Frequently asked questions
- What does the top of the Web Developer pay scale look like in Vermont?
- The 90th percentile lands at $109,230. That tier typically reflects senior roles, specialty certifications, high-cost-of-living metros within the state, or union-negotiated rate cards. Below that, the P75 quartile is $106,880.
- How many Web Developers does Vermont employ?
- BLS OES counts 120 Web Developers employed in Vermont in the most recent release. Employment density relative to population determines whether wage tiers reflect a robust competitive market or a thinner labor pool.
- Why is the BEA RPP for Vermont different from a single CPI number?
- BEA splits regional price parity into three components — goods, services, and rents — reweighted to the BEA's national consumption basket. Vermont's overall index of 97.1 reflects rents 82.3, services 122.1, and goods 97.9.
- How wide is the wage spread in Vermont?
- P10 to P90 spans $60,690 to $109,230. That spread captures entry-level to top-quartile pay, including specialty differentials and metro-area variance within the state.
- Should I negotiate based on the BLS median for Vermont?
- The BLS median is a calibration anchor, not a ceiling. Use it to validate that an offer is in-band — anything well below the P25 in this state is a flag, anything above the P75 typically requires demonstrable specialty depth, niche credentials, or a high-COL metro within Vermont.
- When does this data update?
- BLS OES releases a new May reference set roughly each spring; we re-run the ETL pipeline within two weeks of release. BEA RPP refreshes annually. The last-synced timestamp at the top of this page reflects the most recent build.
- Front-end vs back-end vs full-stack web developer pay in Vermont?
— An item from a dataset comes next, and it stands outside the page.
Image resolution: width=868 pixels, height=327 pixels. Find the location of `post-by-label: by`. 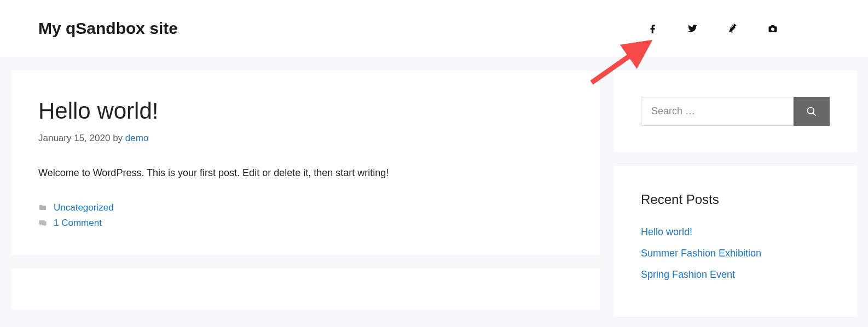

- BLS does not segment by stack within 15-1254. In Vermont, dedicated back-end web developers (Node/Python/PHP/.NET) typically earn at or above the BLS P75; full-stack developers cluster mid-range; pure front-end / UI-build / WordPress-theme work concentrates near the BLS median or below. The Vermont agency markets in tech-heavy metros pay a premium for React + TypeScript depth and modern build tooling; CMS-only stacks (WordPress/Drupal/Wix) pay below the BLS figure shown on this page.
Sources & methodology
- U.S. Bureau of Labor Statistics — Occupational Employment and Wage Statistics (OES), SOC 15-1254, 2024 reference period.
- U.S. Bureau of Economic Analysis — Regional Price Parities, 2023 vintage (all-items, goods, services, rents).
- Real-wage figures = nominal BLS wage ÷ (state RPP / 100).
- See the methodology page for full computation details and limitations.
Cross-comparison: see how Vermont Web Developer pay ranks against the other 254 state × occupation pages on the Real Wage Atlas → — four-way ranking by real wage, after-tax take-home, state-tax savings, and cost-of-living arbitrage.